Via della Lungara
Via della Lungara is a street that links Via di Porta Settimiana to Piazza della Rovere in Rome (Italy), in the Rione Trastevere.[1]
Name
The former name of the street was Sub Janiculensis or Sub Jano, while the pilgrims coming to Rome to visit St. Peter's Basilica called it Via Sancta. It was later known as Via Julia, just like the street of the same name on the opposite bank of the Tiber, although Pope Julius II didn't create the street (this credit goes to Pope Alexander VI), but just adapted it.
Finally, the name was changed into the present one, that refers to its straight length.[2]
Monuments
Since 1728, in Via della Lungara rose the mental hospital of Santa Maria della Pietà, an extension of the Ospedale di Santo Spirito. The hospital was enlarged in 1867 and then demolished during the building of the Lungotevere.
Religious architectures
- San Giacomo alla Lungara
- Santi Leonardo e Romualdo
- Santa Croce alla Lungara
- San Giuseppe alla Lungara
Civil architectures
In popular culture
Via della Lungara is connected to an ancient Roman adage:[3]

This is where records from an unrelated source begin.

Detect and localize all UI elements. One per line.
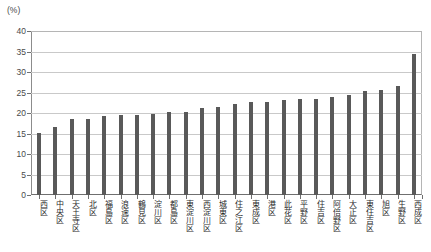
bar-slot	[389, 31, 405, 195]
x-axis-tick-mark	[169, 195, 170, 199]
bar[interactable]	[396, 86, 400, 195]
x-axis-tick-mark	[284, 195, 285, 199]
bar[interactable]	[330, 97, 334, 195]
bar[interactable]	[167, 112, 171, 195]
bar[interactable]	[200, 108, 204, 195]
bar-slot	[373, 31, 389, 195]
y-axis-tick-label: 40	[0, 26, 26, 36]
bar-slot	[80, 31, 96, 195]
bar[interactable]	[298, 99, 302, 195]
x-axis-label: 東淀川区	[178, 200, 194, 250]
x-axis-tick-mark	[251, 195, 252, 199]
bar-slot	[31, 31, 47, 195]
x-axis-tick-mark	[72, 195, 73, 199]
bar[interactable]	[184, 112, 188, 195]
bar-slot	[64, 31, 80, 195]
bar-slot	[292, 31, 308, 195]
bar[interactable]	[70, 119, 74, 195]
bar-slot	[145, 31, 161, 195]
x-axis-label-text: 浪速区	[112, 200, 128, 224]
y-axis-tick-label: 15	[0, 129, 26, 139]
bar[interactable]	[265, 102, 269, 195]
bar[interactable]	[102, 116, 106, 195]
y-axis-tick-label: 25	[0, 88, 26, 98]
y-axis-tick-label: 30	[0, 67, 26, 77]
x-axis-label: 北区	[80, 200, 96, 250]
bar[interactable]	[347, 95, 351, 195]
x-axis-label: 鶴見区	[129, 200, 145, 250]
x-axis-label: 旭区	[373, 200, 389, 250]
x-axis-labels: 西区中央区天王寺区北区福島区浪速区鶴見区淀川区都島区東淀川区西淀川区城東区住之江…	[31, 200, 422, 252]
x-axis-label: 福島区	[96, 200, 112, 250]
y-axis-tick-label: 35	[0, 47, 26, 57]
x-axis-tick-mark	[218, 195, 219, 199]
bar[interactable]	[37, 133, 41, 195]
x-axis-label-text: 平野区	[292, 200, 308, 224]
x-axis-label: 浪速区	[112, 200, 128, 250]
y-axis-unit-label: (%)	[7, 5, 20, 15]
bar-slot	[259, 31, 275, 195]
x-axis-label: 住吉区	[308, 200, 324, 250]
x-axis-tick-mark	[88, 195, 89, 199]
bar[interactable]	[53, 127, 57, 195]
x-axis-label-text: 東住吉区	[357, 200, 373, 232]
x-axis-label-text: 淀川区	[145, 200, 161, 224]
x-axis-label-text: 住之江区	[227, 200, 243, 232]
bar-slot	[324, 31, 340, 195]
bar-slot	[308, 31, 324, 195]
y-axis-tick-label: 20	[0, 108, 26, 118]
bar[interactable]	[119, 115, 123, 195]
bar-slot	[210, 31, 226, 195]
bar[interactable]	[314, 99, 318, 195]
x-axis-tick-mark	[55, 195, 56, 199]
bar[interactable]	[412, 54, 416, 195]
bar-slot	[227, 31, 243, 195]
bar-chart: (%) 0510152025303540 西区中央区天王寺区北区福島区浪速区鶴見…	[0, 0, 431, 252]
bar-slot	[406, 31, 422, 195]
x-axis-tick-mark	[365, 195, 366, 199]
x-axis-label-text: 城東区	[210, 200, 226, 224]
x-axis-tick-mark	[422, 195, 423, 199]
x-axis-label: 淀川区	[145, 200, 161, 250]
bar[interactable]	[216, 107, 220, 195]
x-axis-label-text: 旭区	[373, 200, 389, 216]
x-axis-label-text: 住吉区	[308, 200, 324, 224]
y-axis-tick-label: 5	[0, 170, 26, 180]
bar[interactable]	[135, 115, 139, 195]
x-axis-label: 中央区	[47, 200, 63, 250]
x-axis-label: 西成区	[406, 200, 422, 250]
bar[interactable]	[86, 119, 90, 195]
x-axis-tick-mark	[39, 195, 40, 199]
x-axis-label: 港区	[259, 200, 275, 250]
bar[interactable]	[282, 100, 286, 195]
bars-layer	[31, 31, 422, 195]
x-axis-label: 城東区	[210, 200, 226, 250]
x-axis-tick-mark	[300, 195, 301, 199]
bar[interactable]	[379, 90, 383, 195]
x-axis-label-text: 阿倍野区	[324, 200, 340, 232]
x-axis-label-text: 福島区	[96, 200, 112, 224]
x-axis-label: 平野区	[292, 200, 308, 250]
x-axis-tick-mark	[414, 195, 415, 199]
bar-slot	[161, 31, 177, 195]
bar[interactable]	[151, 114, 155, 195]
x-axis-label-text: 西淀川区	[194, 200, 210, 232]
x-axis-tick-mark	[104, 195, 105, 199]
x-axis-tick-mark	[235, 195, 236, 199]
x-axis-label-text: 大正区	[341, 200, 357, 224]
x-axis-label: 阿倍野区	[324, 200, 340, 250]
x-axis-tick-mark	[381, 195, 382, 199]
x-axis-label-text: 都島区	[161, 200, 177, 224]
x-axis-label-text: 東成区	[243, 200, 259, 224]
x-axis-label-text: 此花区	[275, 200, 291, 224]
bar[interactable]	[249, 102, 253, 195]
bar-slot	[112, 31, 128, 195]
x-axis-label: 東住吉区	[357, 200, 373, 250]
bar[interactable]	[363, 91, 367, 195]
y-axis-tick-label: 10	[0, 149, 26, 159]
x-axis-tick-mark	[121, 195, 122, 199]
x-axis-label: 生野区	[389, 200, 405, 250]
x-axis-label: 東成区	[243, 200, 259, 250]
bar[interactable]	[233, 104, 237, 195]
x-axis-label-text: 西区	[31, 200, 47, 216]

A via de la Lungara ce sta 'n gradino
chi nun salisce quelo nun è romano,
nun è romano e né trasteverino
(In Via della Lungara there is a step:
he, who doesn't scale it, is not a Roman man,
he is not a Roman nor a Trastevere man)
It refers to the three steps giving access to the Prison of Regina Coeli: the adage means that an authentic Roman should have lived the hard experience of jail and then descended "the step of the Coeli".[4]
Notes
- ↑ "Via della Lungara". Retrieved September 7, 2012.
- ↑ Rendina-Paradisi 2004, p. 728
- ↑ "Romanorum: il romano spiegato ai romani". Retrieved September 21, 2012.
- ↑ Rendina-Paradisi 2004, p. 730
Bibliography
- Rendina, Claudio; Paradisi, Donatella (2004). Le strade di Roma. Second volume E-O. Rome: Newton Compton Editori. ISBN 88-541-0209-1.